Yes kill her - though before you do just consider that I'm in London and through 2 PG/babies I never saw the same midwife twice. Grin

is this because there are lots of midwives?
Or because they are being killed off? Shock

EscobarsMule · 10/05/2016 16:56

Aww. Maybe she thought it could be German measles or chick pox or some such, which would have a bearing on the preg. Also, some acne meds are highly tetrogenic, so she'd need to know that. I've also had skin troubles and I know how embarrassing it can be, but, well it is a health issue, so she needed to know. IMO.

5minutestobed · 10/05/2016 17:07

I wear a lot of make up, it's quite clearly acne, if you saw me I'm sure you'd be able to work that out with out having to ask such a rude question Esco
Thanks for all the replies glad I am not being unreasonable in being upset.

OP posts:
5minutestobed · 10/05/2016 17:08

Also wichy sorry for your loss, I hope you complain about that midwife, that's awful.

OP posts:
AnthonyPandy · 10/05/2016 17:21

Please complain if you feel able to.

If you don't feel able to then complain anyway!!! Seriously, that is the only way some of these people will ever learn.
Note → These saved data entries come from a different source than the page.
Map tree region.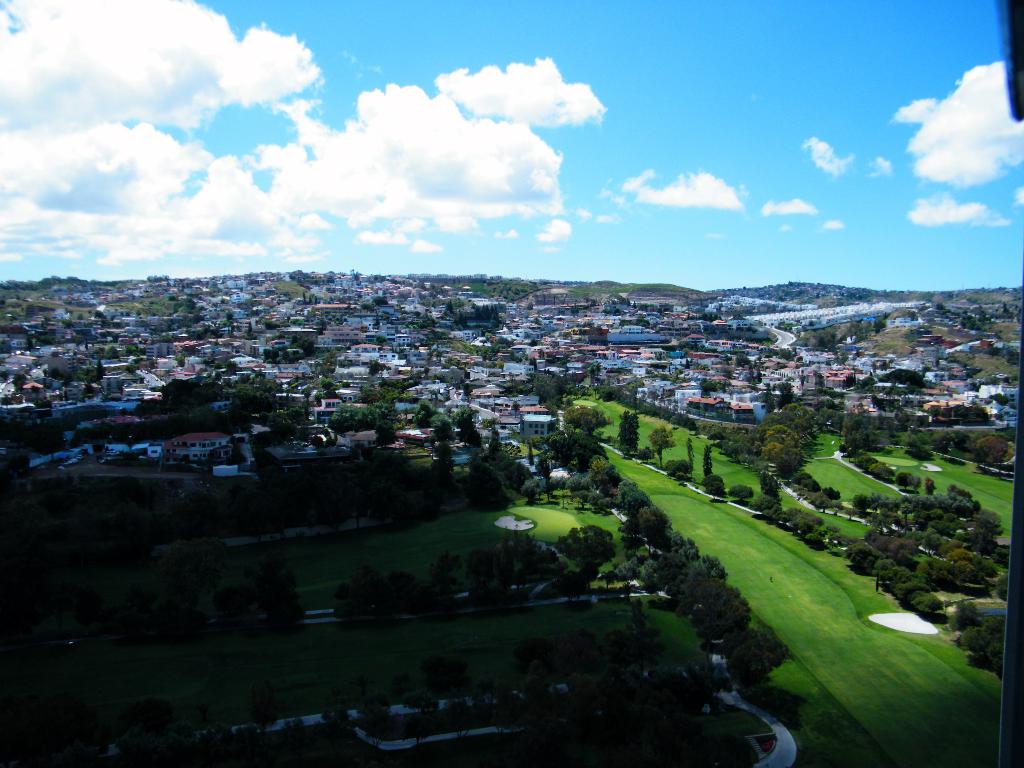
Mapped to bbox(425, 413, 454, 440).
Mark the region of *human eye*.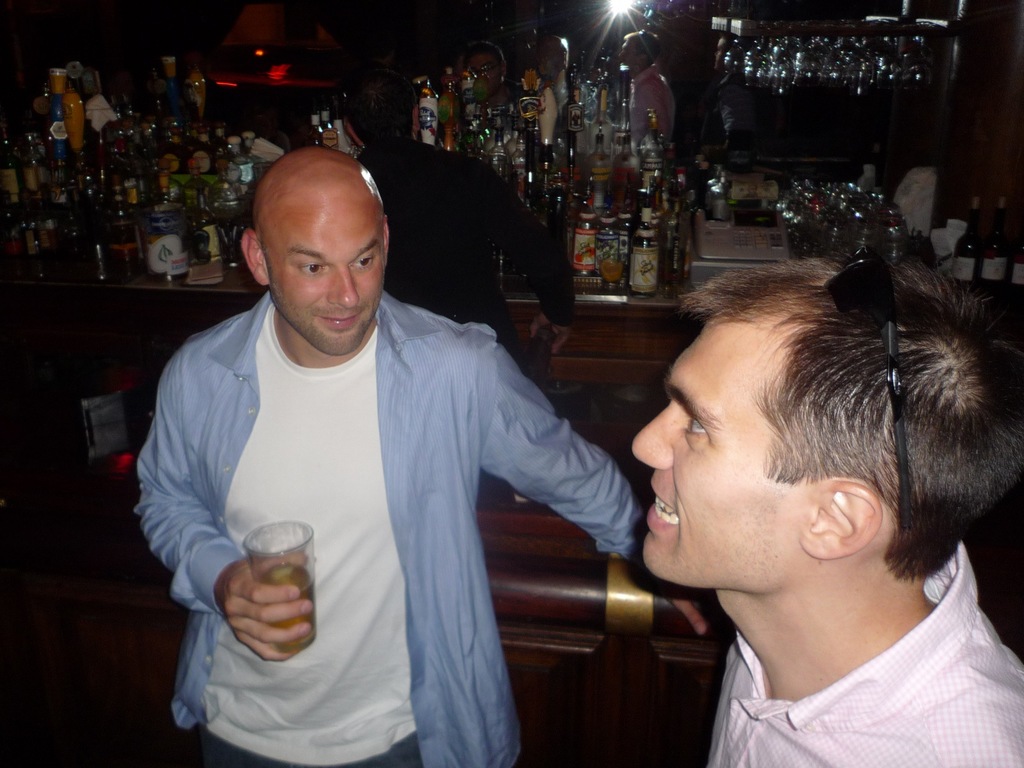
Region: <box>349,251,376,271</box>.
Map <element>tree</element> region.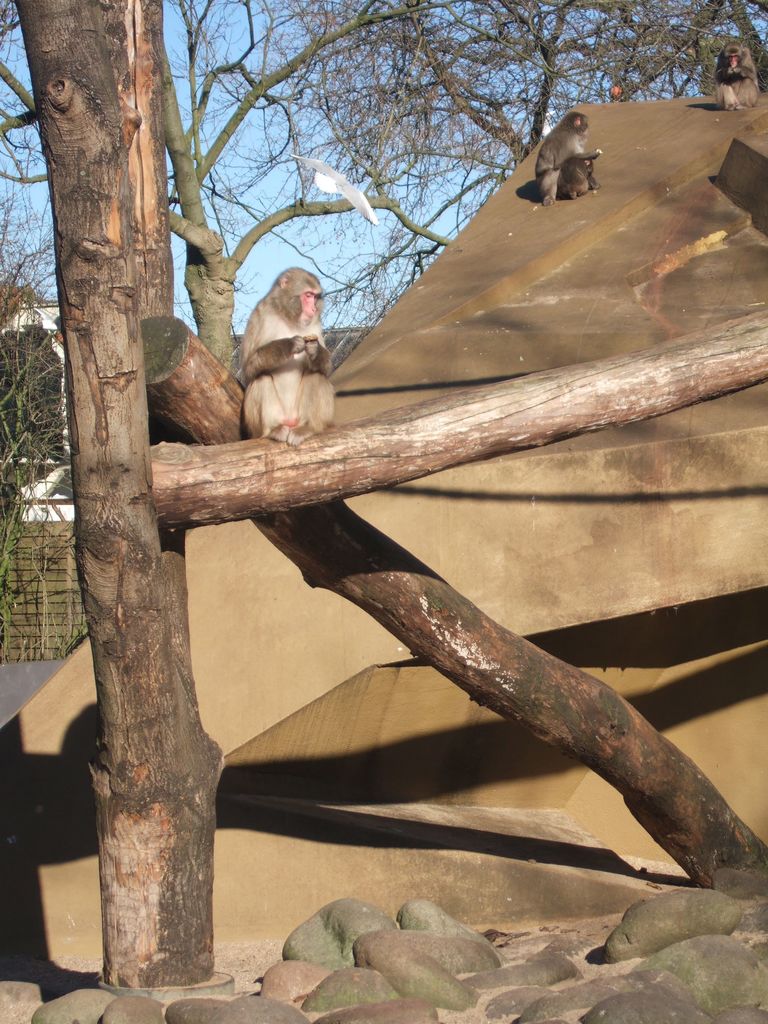
Mapped to {"left": 0, "top": 0, "right": 767, "bottom": 1000}.
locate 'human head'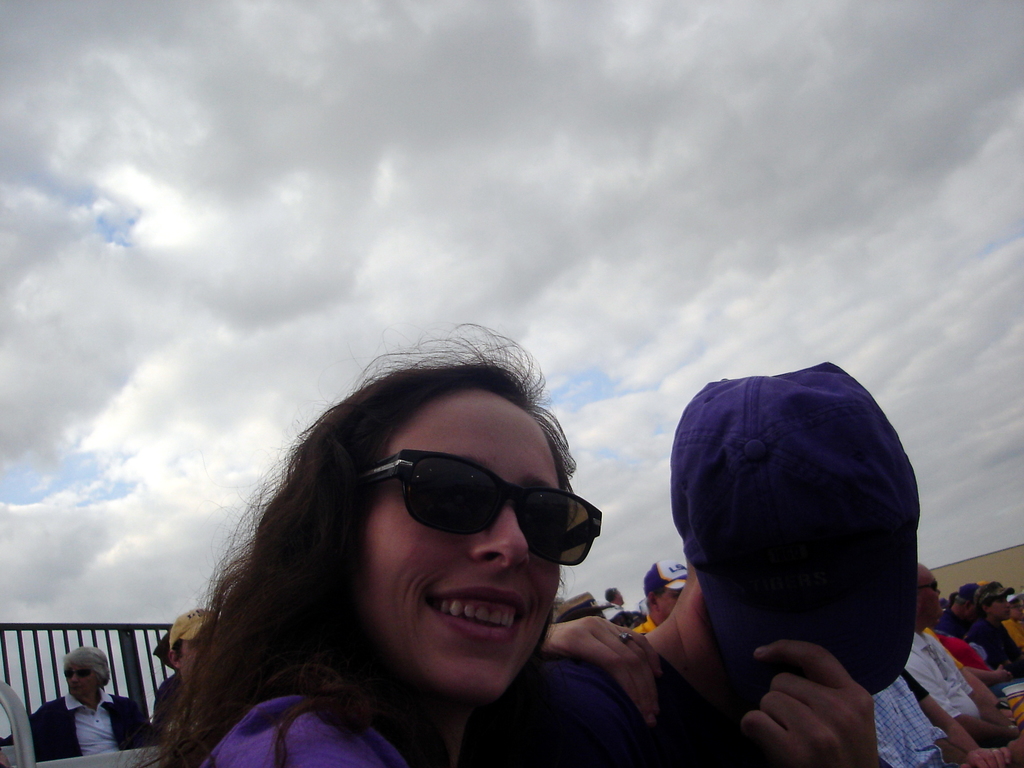
<bbox>1007, 589, 1023, 621</bbox>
Dancingtothemusicoftime · 10/05/2016 17:29

I was breast-feeding my youngest DD quite soon after her birth - a student midwife who was checking my chart commented to me, 'I really don't get this obsession with breast-feeding, I think it makes women's breasts look like udders and it is revolting.'

Needless to say I was both shocked and completely taken aback. I told the senior midwife on duty who sighed heavily and made clear that this was not the first inappropriate comment from that particular student.

My DSIS (a midwife herself) was told to 'stop being pathetic' by a student midwife when she was distraught with pain when her contractions escalated unusually rapidly during the early stages of her first labour. Some of her finest Anglo-Saxon was deployed in response to that particularly empathetic comment Grin.
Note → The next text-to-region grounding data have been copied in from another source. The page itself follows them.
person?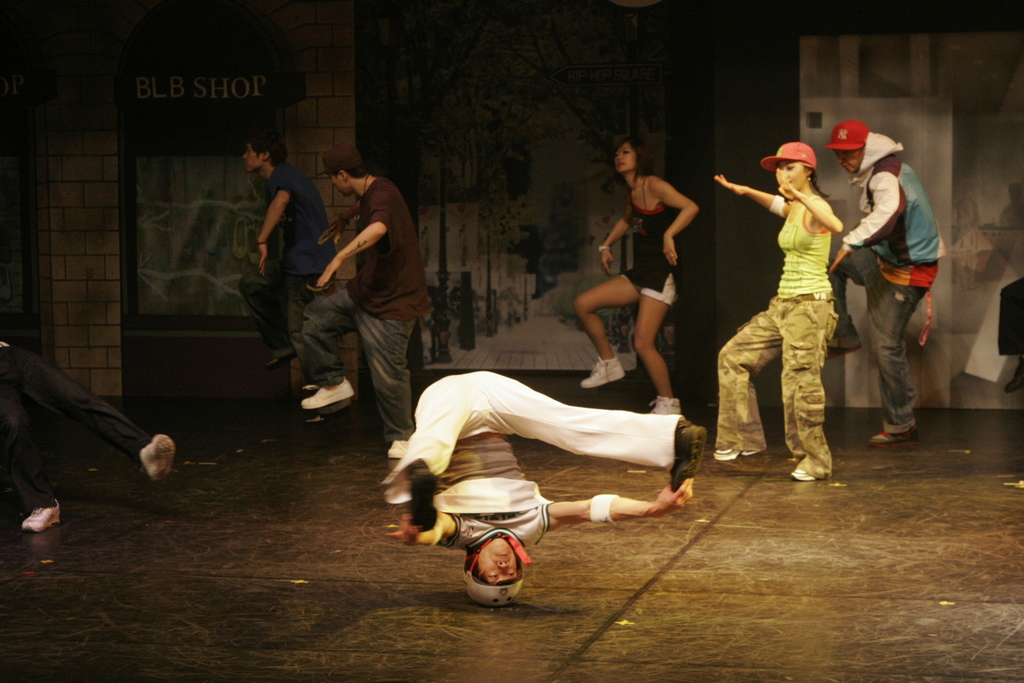
759,142,819,173
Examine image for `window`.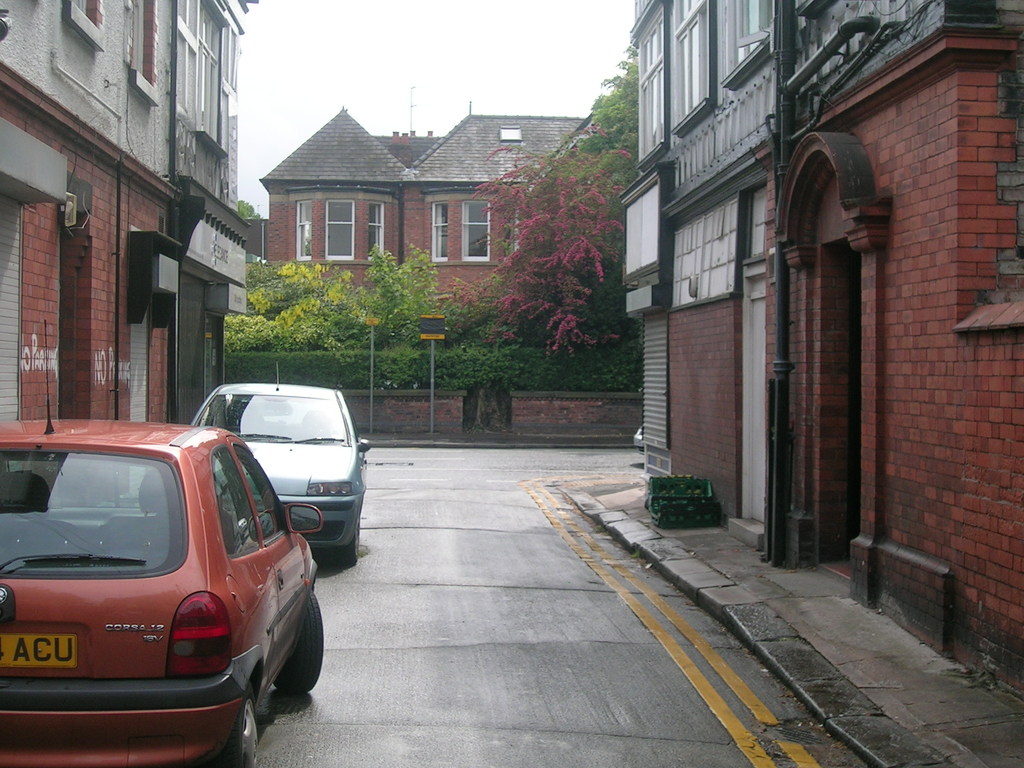
Examination result: x1=732, y1=0, x2=773, y2=62.
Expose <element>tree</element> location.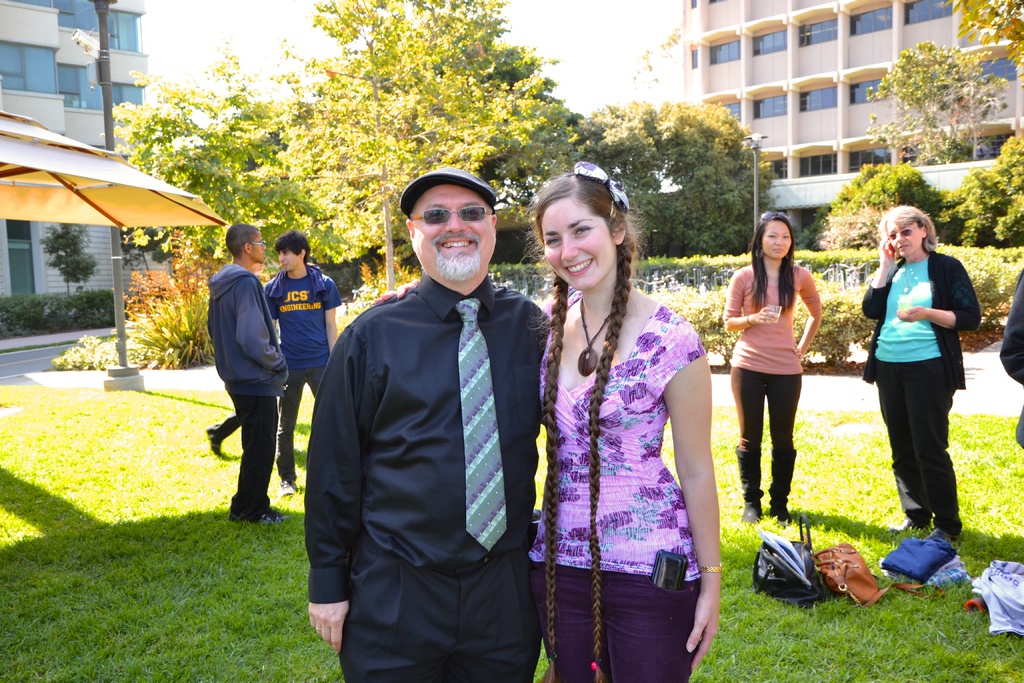
Exposed at [x1=44, y1=214, x2=106, y2=310].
Kariana · 10/05/2016 17:35

I can't believe these people are midwives, what disgusting behaviour! I thought mine was bad enough when I had a hairband extending the button on my trousers so they fit properly and she said "oh how common, buy some clothes". I was so shocked I laughed and acted like it was a joke but I'm not sure she meant it that way.

Dancingtothemusicoftime · 10/05/2016 17:43

Kariana oh that's awful Shock.

My DSIS, the midwife, loves her job and most of her colleagues but says that some are just awful and she has no idea why they are in the profession. She witnessed one telling a woman who had had a late termination due to foetal deformity that she was a 'murdering bitch' Sad. Needless to say she reported that.
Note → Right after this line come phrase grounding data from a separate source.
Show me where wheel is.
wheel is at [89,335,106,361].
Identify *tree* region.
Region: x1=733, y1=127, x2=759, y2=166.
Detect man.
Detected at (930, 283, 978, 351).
murphyslaws · 10/05/2016 17:53

Complain! That's terrible.

Graceymac · 10/05/2016 17:54

As a nurse I can tell you that she was completely innapropriate and insensitive. I would inquire if I felt concern about an aspect of a persons appearance and felt that an investigation or intervention was required or may help. Part of our code of conduct which all nurses and midwives must adhere to covers showing respect for the person and maintaining their dignity. Clearly by making such a rude comment which was in no way helpful to you breaches this code. I would complain.